For consumers, the question is simple: when your broker is owned by an insurance company, whose interests come first? That is why truly independent, family-owned brokerages matter more now than ever.

Unbiased Advocacy Starts with Independence

An independent broker works for you, not for an insurer. Because no carrier has an ownership stake in the brokerage, there is no hidden incentive to steer you toward a particular policy. Independent brokerages typically have contracts with 15 or more carriers, giving you genuine choice and competitive pricing — not a curated shortlist that benefits the parent company.

The difference is sharpest at claims time. If your broker needs to push back on the insurer that owns them, the conflict of interest is obvious. Independent brokers have no such constraint. They advocate for you because that is their only job.

Community Roots, Not Corporate Targets

Private equity firms acquire brokerages for one reason: return on investment. That means pressure to cut costs, consolidate staff, and route clients through call centres. Industry surveys consistently show that more than 80% of insurance customers prefer speaking with a real person rather than navigating an automated system, yet cost-cutting after acquisitions pushes service in the opposite direction.

Family-owned brokerages operate on a different logic. Roughley Insurance has been part of Durham Region since 1945 — four generations of relationships built on knowing clients by name, not policy number. We are not trying to recoup a leveraged buyout. We invest in experienced staff, ongoing training, and the kind of patient, personalized service that a quarterly earnings call would never tolerate.

Same Products, Better Service

A common misconception is that bigger brokerages offer better rates or broader coverage. In reality, independent brokers access the same carriers and the same products — often at the same price or better, because they can shop the entire market without restriction. What changes is the experience: a dedicated broker who knows your situation, picks up the phone when you call, and proactively reviews your coverage as your life changes.

Owner-managed brokerages also tend to make longer-term investments in technology, training, and process improvements that directly benefit clients. There is no pressure to strip costs for a quick exit. The focus is on building something that lasts — for the business and for the people it serves.
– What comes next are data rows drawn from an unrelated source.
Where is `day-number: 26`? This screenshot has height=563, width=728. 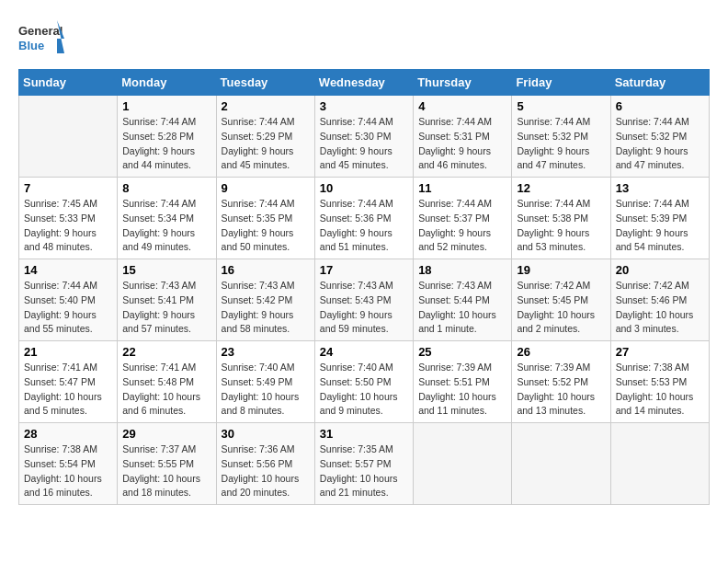
day-number: 26 is located at coordinates (561, 351).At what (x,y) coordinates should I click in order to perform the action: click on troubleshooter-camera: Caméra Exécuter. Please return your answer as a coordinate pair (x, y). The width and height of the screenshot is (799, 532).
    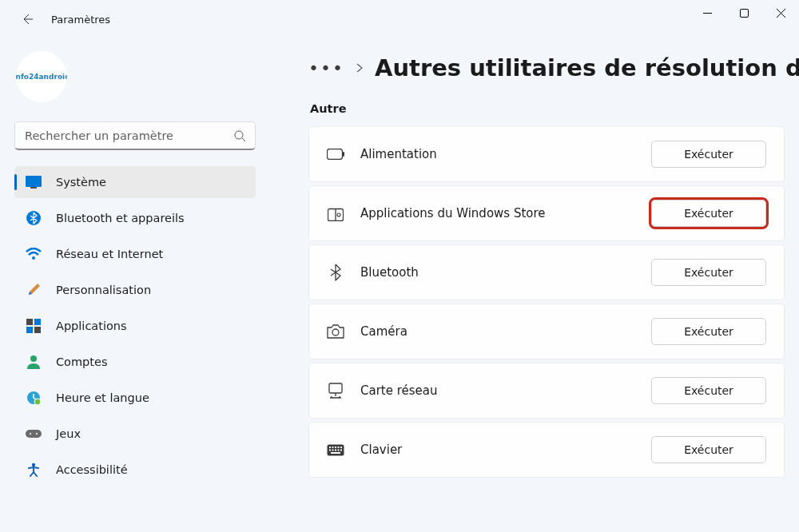
    Looking at the image, I should click on (547, 332).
How to Tell If Your Broker Is Truly Independent

Not every brokerage that calls itself independent actually is. Here are a few questions worth asking:

  • Who owns the brokerage? Look beyond the brand name. If a national consolidator or insurance company is the parent, the brokerage is not independent.
  • How many carriers do they quote? A truly independent broker should shop multiple markets for every policy, not default to one or two preferred insurers.
  • Can you reach a person? If your broker routes you through a call centre or chatbot before you can speak to someone who knows your file, that is a sign of corporate cost-cutting.
  • Are they involved in the community? Local brokerages sponsor teams, sit on boards, and show up at events because they live where they work. That accountability matters.

Independence Is a Choice That Benefits You

Choosing an independent broker is about more than price. It is about knowing that the person managing your insurance has no competing loyalties. It is about supporting a local business that reinvests in your community rather than funnelling profits to a distant head office. And it is about having a partner who will fight for you at claims time, without hesitation.

In an era of accelerating consolidation, independence is not a relic. It is a competitive advantage — for the brokerage and, more importantly, for you.